Bottomline: it is more appropriate to think in terms of indistinguishability rather than (black-box) simulation as indistinguishability obfuscation (IO) guarantees the former.
To see how IO can be useful, think of IO as a mechanism that "encrypts" the circuit (with the "encrypted" circuit being functionally equivalent to the original circuit), and its security requirement to be that for any two circuits that are functionally equivalent, the corresponding encrypted ciruits are indistinguishable.
In most applications of IO, the security argument involves showing that the adversary cannot tell the case where it is given the encryption of the actual circuit from the case where it is given the encryption of a "bogus" circuit. As certain crucial parts have been removed from the bogus circuit, an adversary cannot have a significant advantage in breaking the bogus circuit. (And since the encryption of the actual circuit is indistinguishable (by IO) from that of the bogus circuit, security ensues.)
The above uses two ingredients: punctured programs and hidden sparse triggers.$^*$
The bogus circuit is usually constructed from the original circuit by "puncturing" the underlying PRF at the challenge. As a result, the bogus circuit behaves "randomly" at the punctured point. This modification could, inadvertently, lead to the bogus circuit behaving differently from the original circuit (and the security guarantee of IO goes out of the window). The way-around is to ensure that the point at which the puncturing takes place is hard to find using, for example, a PRG (i.e., sparse hidden triggers).
The construction of public-key encryption (PKE) from secret-key encryption (SKE) given in [SW14,§1,§5.1] is an excellent example which encapsulates the usefulness of this approach, and which I'd reccommend for further reading.$^{**}$
$^*$To quote [SW14], "the idea of the technique is to alter a program (which is to be obfuscated) by surgically removing a key element of the program, without which the adversary cannot win the security game it must play, but in a way that does not alter the functionality of the program."
$^{**}$ This highlights another point of why IO is so powerful: it is known that PKE cannot be constructed from SKE in a black-box manner, but since IO uses the circuit of the underlying SKE, the constrcution is non-black-box and helps bypass the separation.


* WHAT THE TASK ASKS
Every line below should be copied exactly; drop the pictures.

* Dataset listings of figures
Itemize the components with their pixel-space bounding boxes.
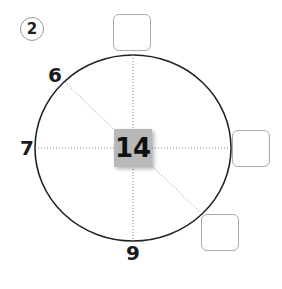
center-value: 14: [114, 129, 152, 167]
answer-box-right[interactable]: [232, 130, 270, 167]
answer-box-top[interactable]: [113, 14, 151, 51]
question-number: 2: [20, 17, 44, 41]
label-6: 6: [48, 65, 62, 85]
answer-box-bottom-right[interactable]: [201, 214, 239, 251]
label-7: 7: [20, 138, 34, 158]
label-9: 9: [126, 243, 140, 263]
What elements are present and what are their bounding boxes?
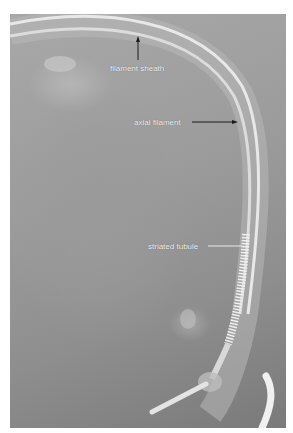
label-filament-sheath: filament sheath (110, 64, 164, 73)
debris (180, 309, 196, 329)
micrograph-photo: filament sheath axial filament striated … (10, 14, 286, 428)
label-axial-filament: axial filament (134, 118, 181, 127)
debris (44, 56, 76, 72)
label-striated-tubule: striated tubule (148, 242, 198, 251)
sheath-band (10, 24, 256, 414)
fragment-diagonal (152, 384, 206, 412)
fragment-curved (262, 376, 271, 428)
filament-structure (10, 14, 286, 428)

* SOLVED PROBLEM
Itemize the components with their pixel-space bounding boxes.
center-value: 14: [114, 129, 152, 167]
answer-box-right[interactable]: [232, 130, 270, 167]
answer-box-top[interactable]: [113, 14, 151, 51]
question-number: 2: [20, 17, 44, 41]
label-6: 6: [48, 65, 62, 85]
answer-box-bottom-right[interactable]: [201, 214, 239, 251]
label-7: 7: [20, 138, 34, 158]
label-9: 9: [126, 243, 140, 263]
What elements are present and what are their bounding boxes?
label-filament-sheath: filament sheath (110, 64, 164, 73)
debris (180, 309, 196, 329)
micrograph-photo: filament sheath axial filament striated … (10, 14, 286, 428)
label-axial-filament: axial filament (134, 118, 181, 127)
debris (44, 56, 76, 72)
label-striated-tubule: striated tubule (148, 242, 198, 251)
sheath-band (10, 24, 256, 414)
fragment-diagonal (152, 384, 206, 412)
fragment-curved (262, 376, 271, 428)
filament-structure (10, 14, 286, 428)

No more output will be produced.